Human rights work is about first greatly reducing –and then putting an end –to the dynamics of exclusion.

1. In human rights work, we see exclusion as no longer being the problem only of particular segregated groups, but as a man-made mechanism that in many varied ways negatively affects the entire population living below the poverty line. This, since large sections of this population –some more some less– are constantly being put at a disadvantage by both formal and informal processes. For example, the media do not report their views, and their organizations do not really have voice in the everyday polity. In short, in most of our societies, social interactions are organized in a way that –not by a ‘regrettable oversight’– prevents marginalized people’s true participation: We thus have to forcefully fight the ‘misfortune’ attitude we too often see towards HR violations. (Abhay Shukla)
Existing programs are simply not targeting specific groups to fight poverty using the ultimate bottom-line process, i.e., one that includes real income transfers* and the reversion of multiple human rights (HR) violations.
*: Mind you, many existing transfer programs do attempt to boost incomes, but HR violations and the forces perpetuating exclusion stay in place: We thus have to become intolerant of exclusion. (L. Ramalho)

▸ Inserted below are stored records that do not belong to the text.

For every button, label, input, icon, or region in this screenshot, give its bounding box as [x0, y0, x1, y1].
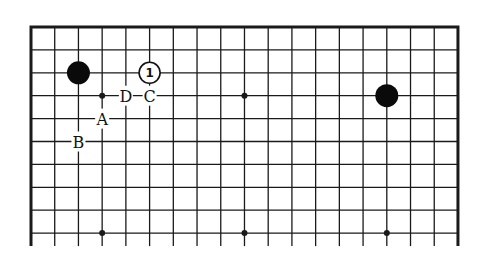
black-stone-icon: [67, 61, 90, 84]
white-stone: 1: [139, 62, 160, 83]
black-stone: [67, 61, 90, 84]
point-label-c: C: [143, 86, 157, 106]
point-label-b: B: [71, 132, 85, 152]
go-board-diagram: DCAB 1: [0, 0, 483, 266]
label-text: C: [143, 87, 155, 106]
star-point-icon: [241, 230, 247, 236]
black-stone-icon: [375, 84, 398, 107]
label-text: D: [119, 87, 132, 106]
point-label-a: A: [95, 109, 109, 129]
black-stone: [375, 84, 398, 107]
move-number: 1: [145, 66, 153, 80]
star-point-icon: [241, 93, 247, 99]
label-text: A: [95, 110, 108, 129]
grid-lines: [31, 27, 458, 246]
star-point-icon: [99, 93, 105, 99]
label-text: B: [73, 133, 85, 152]
point-label-d: D: [119, 86, 133, 106]
star-point-icon: [384, 230, 390, 236]
stones: 1: [67, 61, 398, 107]
star-point-icon: [99, 230, 105, 236]
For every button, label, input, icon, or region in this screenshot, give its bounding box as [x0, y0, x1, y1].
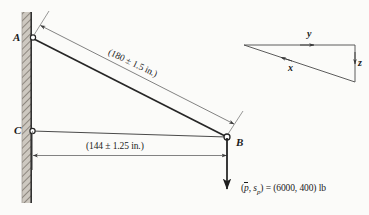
axis-label-x: x [288, 62, 293, 73]
load-values: ) = (6000, 400) lb [260, 183, 326, 193]
coordinate-triad [244, 45, 355, 82]
point-label-B: B [236, 136, 243, 148]
load-label: (p, sp) = (6000, 400) lb [241, 183, 326, 196]
axis-label-y: y [307, 28, 311, 39]
point-label-C: C [14, 124, 21, 136]
member-CB [32, 131, 227, 137]
axis-label-z: z [358, 57, 362, 68]
member-AB [32, 38, 227, 137]
fixed-wall [22, 12, 31, 203]
dimension-line-AB [34, 11, 243, 134]
dimension-label-cb: (144 ± 1.25 in.) [86, 141, 144, 151]
load-mean-symbol: p [244, 183, 249, 193]
point-label-A: A [13, 31, 20, 43]
joint-A [30, 35, 35, 40]
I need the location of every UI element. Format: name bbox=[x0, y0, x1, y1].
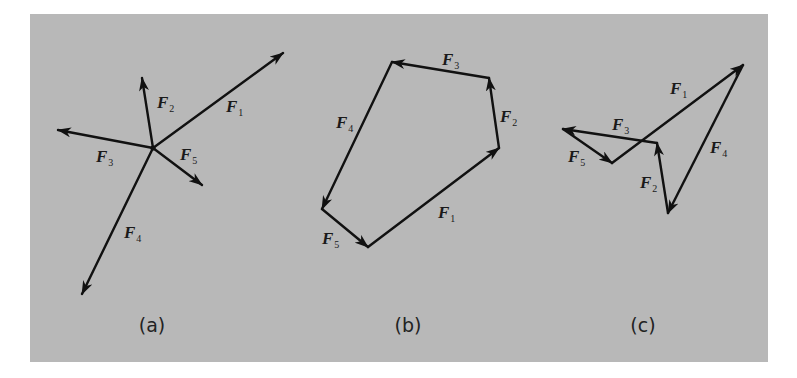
diagram-caption-c: (c) bbox=[630, 314, 655, 336]
diagram-caption-a: (a) bbox=[139, 314, 165, 336]
force-vector-figure: F1F2F3F4F5(a) F1F2F3F4F5(b) F1F4F2F3F5(c… bbox=[0, 0, 797, 378]
diagram-caption-b: (b) bbox=[395, 314, 422, 336]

2. Social cohesion (and the fulfillment of HR) can only be achieved if governments pursue policies that promote social inclusion, and if they do so, it must be with broad popular support. Such support has to become evident through across-the-board increases in the trust in public institutions and services, in a growing mutual sense of belonging in society and in the rapid acceptance of HR-based social norms.

3. In this context, it is not policy makers who have to give disadvantaged and excluded groups influence: the latter have to empower themselves and take their fate into their own hands by staging collective actions and placing concrete demands. Ergo, importantly, HR work is about providing access to new avenues of change, to needed political involvement and to politically effective self-organization.

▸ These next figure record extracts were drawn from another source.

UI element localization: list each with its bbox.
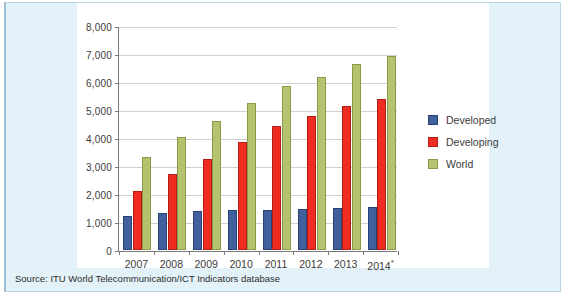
bar-developing-2008[interactable] <box>168 174 177 250</box>
y-axis-tick <box>115 139 119 140</box>
bar-developing-2012[interactable] <box>307 116 316 250</box>
plot-axes: 01,0002,0003,0004,0005,0006,0007,0008,00… <box>118 27 397 252</box>
bar-world-2013[interactable] <box>352 64 361 250</box>
bar-world-2014[interactable] <box>387 56 396 250</box>
x-axis-tick <box>363 251 364 255</box>
x-axis-tick-label: 2014* <box>367 258 393 272</box>
y-axis-tick <box>115 83 119 84</box>
bar-world-2011[interactable] <box>282 86 291 250</box>
x-axis-tick-label: 2012 <box>299 258 322 270</box>
y-axis-tick-label: 8,000 <box>86 22 112 33</box>
x-axis-tick-label: 2009 <box>195 258 218 270</box>
bar-developed-2008[interactable] <box>158 213 167 250</box>
y-axis-tick-label: 1,000 <box>86 218 112 229</box>
bar-developing-2009[interactable] <box>203 159 212 250</box>
bar-group <box>333 27 361 250</box>
bar-world-2008[interactable] <box>177 137 186 250</box>
y-axis-tick-label: 6,000 <box>86 78 112 89</box>
legend-item-developing[interactable]: Developing <box>428 131 548 153</box>
y-axis-tick-label: 7,000 <box>86 50 112 61</box>
y-axis-tick <box>115 167 119 168</box>
x-axis-tick-label: 2007 <box>125 258 148 270</box>
bar-group <box>298 27 326 250</box>
bar-groups <box>120 27 397 250</box>
bar-world-2009[interactable] <box>212 121 221 250</box>
y-axis-tick-label: 3,000 <box>86 162 112 173</box>
source-note: Source: ITU World Telecommunication/ICT … <box>15 273 280 284</box>
bar-world-2010[interactable] <box>247 103 256 250</box>
y-axis-tick <box>115 27 119 28</box>
figure-panel: 01,0002,0003,0004,0005,0006,0007,0008,00… <box>4 2 561 292</box>
y-axis-tick-label: 4,000 <box>86 134 112 145</box>
bar-developing-2014[interactable] <box>377 99 386 250</box>
x-axis-tick-label: 2008 <box>160 258 183 270</box>
bar-world-2007[interactable] <box>142 157 151 250</box>
bar-developing-2010[interactable] <box>238 142 247 250</box>
x-axis-tick-label: 2010 <box>229 258 252 270</box>
y-axis-tick <box>115 195 119 196</box>
bar-group <box>368 27 396 250</box>
x-axis-tick <box>328 251 329 255</box>
bar-developing-2011[interactable] <box>272 126 281 250</box>
bar-developed-2007[interactable] <box>123 216 132 250</box>
legend-label: World <box>446 158 473 170</box>
y-axis-tick <box>115 111 119 112</box>
x-axis-tick <box>189 251 190 255</box>
legend-label: Developing <box>446 136 499 148</box>
legend-swatch-icon <box>428 159 438 169</box>
chart-legend: DevelopedDevelopingWorld <box>428 109 548 175</box>
x-axis-tick <box>259 251 260 255</box>
bar-group <box>193 27 221 250</box>
x-axis-tick <box>119 251 120 255</box>
bar-developed-2010[interactable] <box>228 210 237 250</box>
x-axis-tick <box>398 251 399 255</box>
bar-developed-2011[interactable] <box>263 210 272 250</box>
legend-item-world[interactable]: World <box>428 153 548 175</box>
y-axis-tick <box>115 55 119 56</box>
y-axis-tick-label: 2,000 <box>86 190 112 201</box>
legend-swatch-icon <box>428 137 438 147</box>
bar-developed-2012[interactable] <box>298 209 307 250</box>
bar-developed-2009[interactable] <box>193 211 202 250</box>
bar-developed-2013[interactable] <box>333 208 342 250</box>
y-axis-tick-label: 0 <box>106 246 112 257</box>
legend-label: Developed <box>446 114 496 126</box>
x-axis-tick <box>293 251 294 255</box>
legend-swatch-icon <box>428 115 438 125</box>
bar-group <box>228 27 256 250</box>
bar-group <box>158 27 186 250</box>
bar-developed-2014[interactable] <box>368 207 377 250</box>
legend-item-developed[interactable]: Developed <box>428 109 548 131</box>
bar-group <box>263 27 291 250</box>
bar-developing-2007[interactable] <box>133 191 142 250</box>
x-axis-tick-label: 2013 <box>334 258 357 270</box>
bar-world-2012[interactable] <box>317 77 326 250</box>
chart-plot-area: 01,0002,0003,0004,0005,0006,0007,0008,00… <box>118 27 397 252</box>
y-axis-tick-label: 5,000 <box>86 106 112 117</box>
x-axis-tick <box>224 251 225 255</box>
x-axis-tick-label: 2011 <box>265 258 288 270</box>
x-axis-tick <box>154 251 155 255</box>
y-axis-tick <box>115 223 119 224</box>
bar-developing-2013[interactable] <box>342 106 351 250</box>
bar-group <box>123 27 151 250</box>
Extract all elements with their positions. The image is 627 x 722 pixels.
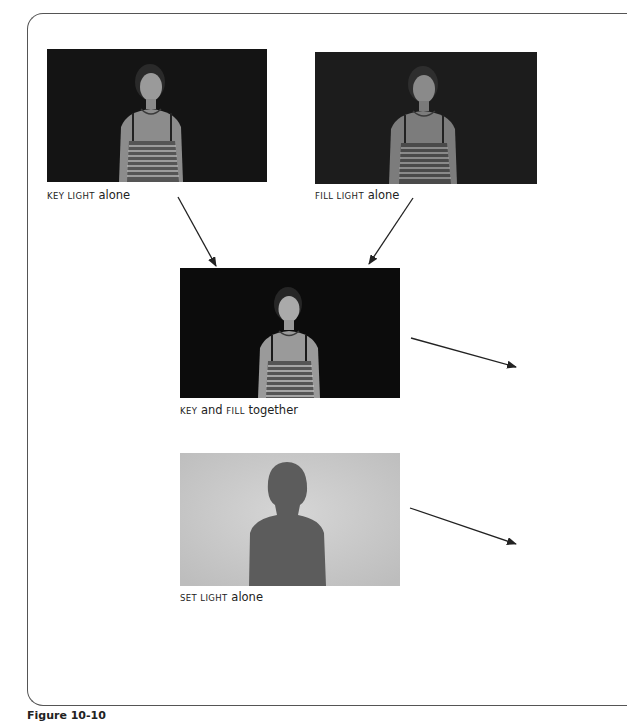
photo-set-light-alone <box>180 453 400 586</box>
photo-key-light-alone <box>47 49 267 182</box>
caption-fill-light-alone: FILL LIGHT alone <box>315 188 399 203</box>
figure-label: Figure 10-10 <box>27 709 106 722</box>
caption-key-light-alone: KEY LIGHT alone <box>47 188 130 203</box>
photo-key-and-fill-together <box>180 268 400 398</box>
caption-set-light-alone: SET LIGHT alone <box>180 590 263 605</box>
photo-fill-light-alone <box>315 52 537 184</box>
caption-key-and-fill-together: KEY and FILL together <box>180 403 298 418</box>
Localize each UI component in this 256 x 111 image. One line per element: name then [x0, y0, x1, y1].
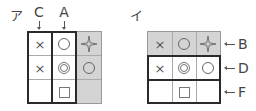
double-circle-icon: [178, 62, 190, 74]
arrow-down-icon: [39, 21, 40, 28]
cell: [52, 80, 76, 104]
panel-b-label: イ: [130, 5, 143, 24]
column-label-a: A: [58, 4, 70, 20]
cell: [52, 56, 76, 80]
square-icon: [179, 87, 190, 98]
sparkle-icon: [200, 36, 216, 52]
cell: ×: [28, 56, 52, 80]
cell: [52, 32, 76, 56]
row-label-d: D: [238, 60, 249, 76]
cell: [196, 32, 220, 56]
cross-icon: ×: [35, 62, 46, 75]
circle-icon: [83, 62, 95, 74]
cell: ×: [148, 32, 172, 56]
circle-icon: [202, 62, 214, 74]
cell: [196, 56, 220, 80]
arrow-down-icon: [64, 21, 65, 28]
double-circle-icon: [58, 62, 70, 74]
row-label-f: F: [238, 84, 246, 100]
cell: ×: [148, 56, 172, 80]
panel-a-label: ア: [10, 5, 23, 24]
cell: ×: [28, 32, 52, 56]
row-label-b: B: [238, 36, 248, 52]
arrow-left-icon: [226, 44, 235, 45]
arrow-left-icon: [226, 92, 235, 93]
cross-icon: ×: [35, 38, 46, 51]
cell: [172, 32, 196, 56]
cell: [77, 56, 101, 80]
cell: [77, 32, 101, 56]
column-label-c: C: [33, 4, 45, 20]
square-icon: [59, 87, 70, 98]
sparkle-icon: [81, 36, 97, 52]
cross-icon: ×: [155, 62, 166, 75]
circle-icon: [58, 38, 70, 50]
circle-icon: [178, 38, 190, 50]
arrow-left-icon: [226, 68, 235, 69]
cross-icon: ×: [155, 38, 166, 51]
cell: [172, 56, 196, 80]
cell: [172, 80, 196, 104]
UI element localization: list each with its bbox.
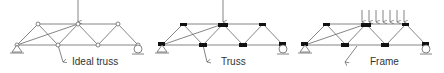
ideal-truss-label: Ideal truss [72, 56, 118, 67]
truss-panel [155, 0, 289, 62]
frame-panel [298, 10, 432, 62]
truss-label: Truss [221, 56, 246, 67]
frame-label: Frame [370, 56, 399, 67]
ideal-truss-panel [10, 0, 144, 62]
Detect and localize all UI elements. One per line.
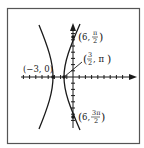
svg-text:2: 2: [88, 59, 92, 67]
point-right-vertex: [62, 75, 66, 79]
label-top-point: ( 6, π 2 ): [78, 29, 103, 45]
svg-text:3π: 3π: [92, 109, 101, 117]
label-left-vertex: (−3, 0): [23, 64, 53, 74]
svg-text:2: 2: [93, 37, 97, 45]
svg-text:(: (: [83, 53, 87, 66]
svg-text:, π: , π: [93, 54, 104, 64]
point-bottom: [71, 115, 75, 119]
y-axis-arrow-icon: [70, 23, 76, 31]
label-right-vertex: ( 3 2 , π ): [83, 51, 111, 67]
x-axis: [21, 74, 137, 80]
svg-text:6,: 6,: [82, 112, 90, 122]
point-left-vertex: [51, 75, 55, 79]
polar-graph: (−3, 0) ( 6, π 2 ) ( 3 2 , π ) ( 6, 3π 2…: [0, 0, 144, 148]
svg-text:): ): [99, 31, 103, 44]
svg-text:2: 2: [94, 117, 98, 125]
svg-text:π: π: [93, 29, 98, 37]
svg-text:6,: 6,: [82, 32, 90, 42]
label-bottom-point: ( 6, 3π 2 ): [78, 109, 105, 125]
svg-text:): ): [107, 53, 111, 66]
x-axis-arrow-icon: [129, 74, 137, 80]
svg-text:): ): [101, 111, 105, 124]
svg-text:3: 3: [88, 51, 92, 59]
point-top: [71, 35, 75, 39]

4. Incidentally, in HR work, we actually prefer to speak about people-that-happen-to-be poor to emphasize the fact that it is ongoing-social-and-political-processes that create and perpetuate poverty… as a very central HR violation.

5. We have to always keep in mind two things: a) that people-that-happen-to-be-poor live in a harsh reality and not in the reality we place them in (…and, further, what we too often see are “rich men’s prescriptions” for the poor), and b) that there is no such an explicit thing as a right-to-complain-about-being-poor. (P. Alston)

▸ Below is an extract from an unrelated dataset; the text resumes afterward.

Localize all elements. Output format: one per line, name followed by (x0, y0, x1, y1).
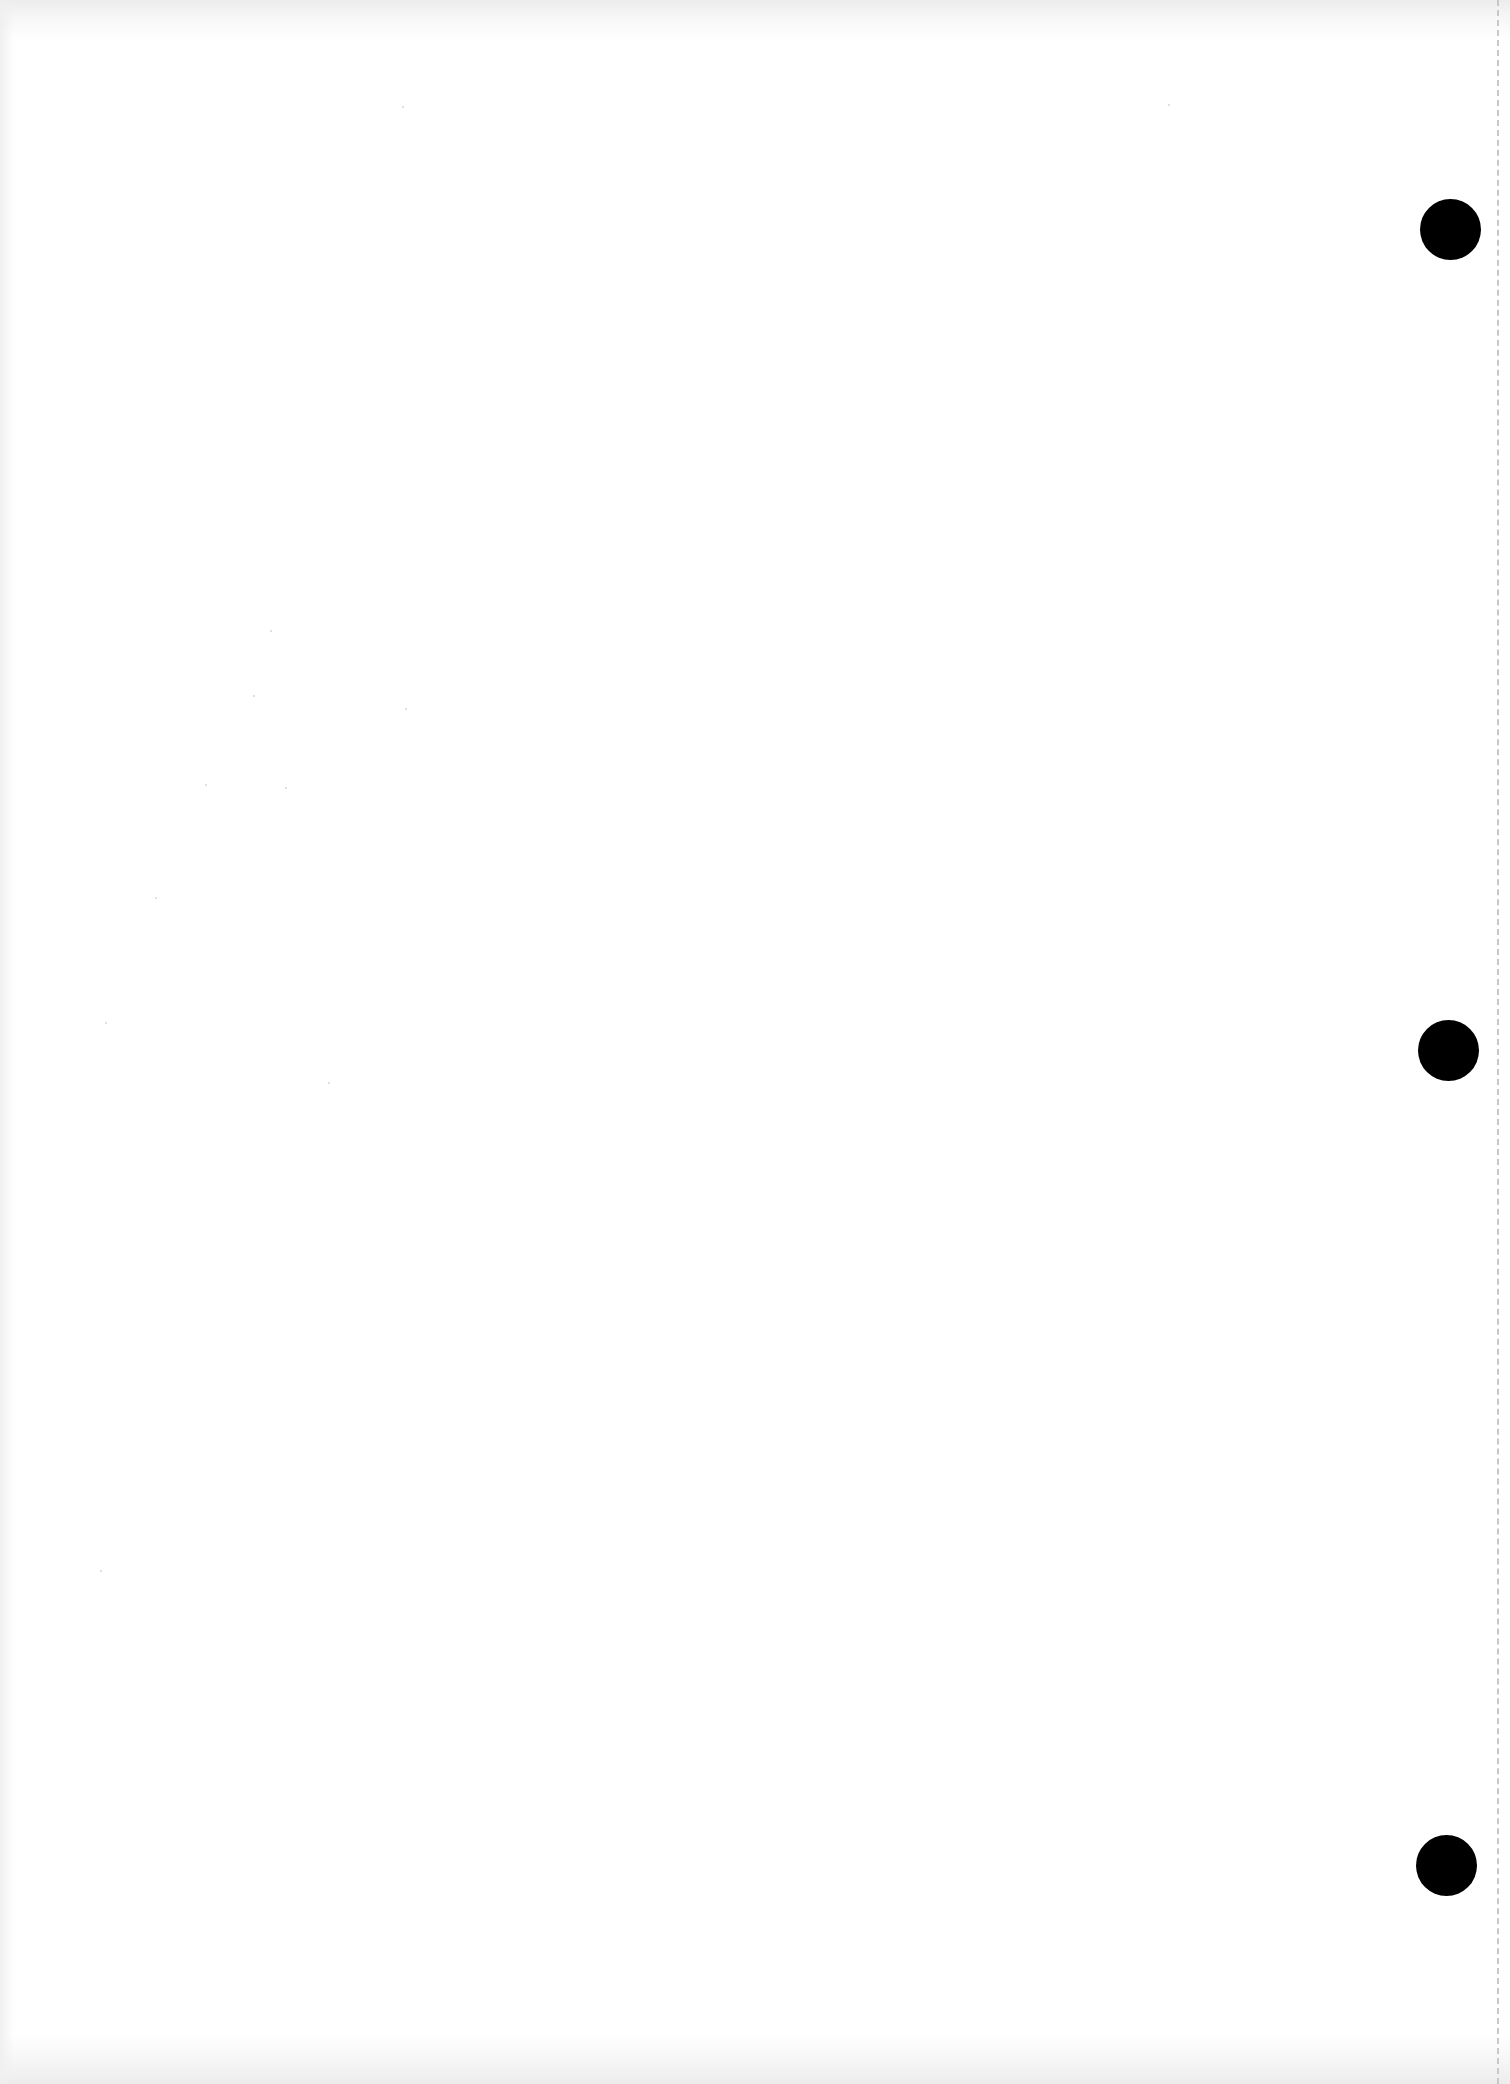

6. Furthermore, among us-the-richer, ‘liberals’ stand for giving opportunities to achieve potential greater equity**. ‘Socialists’, on the other hand, stand for achieving outcomes and results to achieve greater equity. HR work is more about the second***. (Urban Jonsson)
**: For them, ‘equitable distribution of wealth’ accepts and defends the fact that some are much richer than others, somehow because ‘they are worth it and/or deserve it’. (U. Jonsson)
***: For us, ‘equity’ is an ethical concept, based on what is called the ‘principle of distributive justice’. We therefore are more for achieving outcomes and results.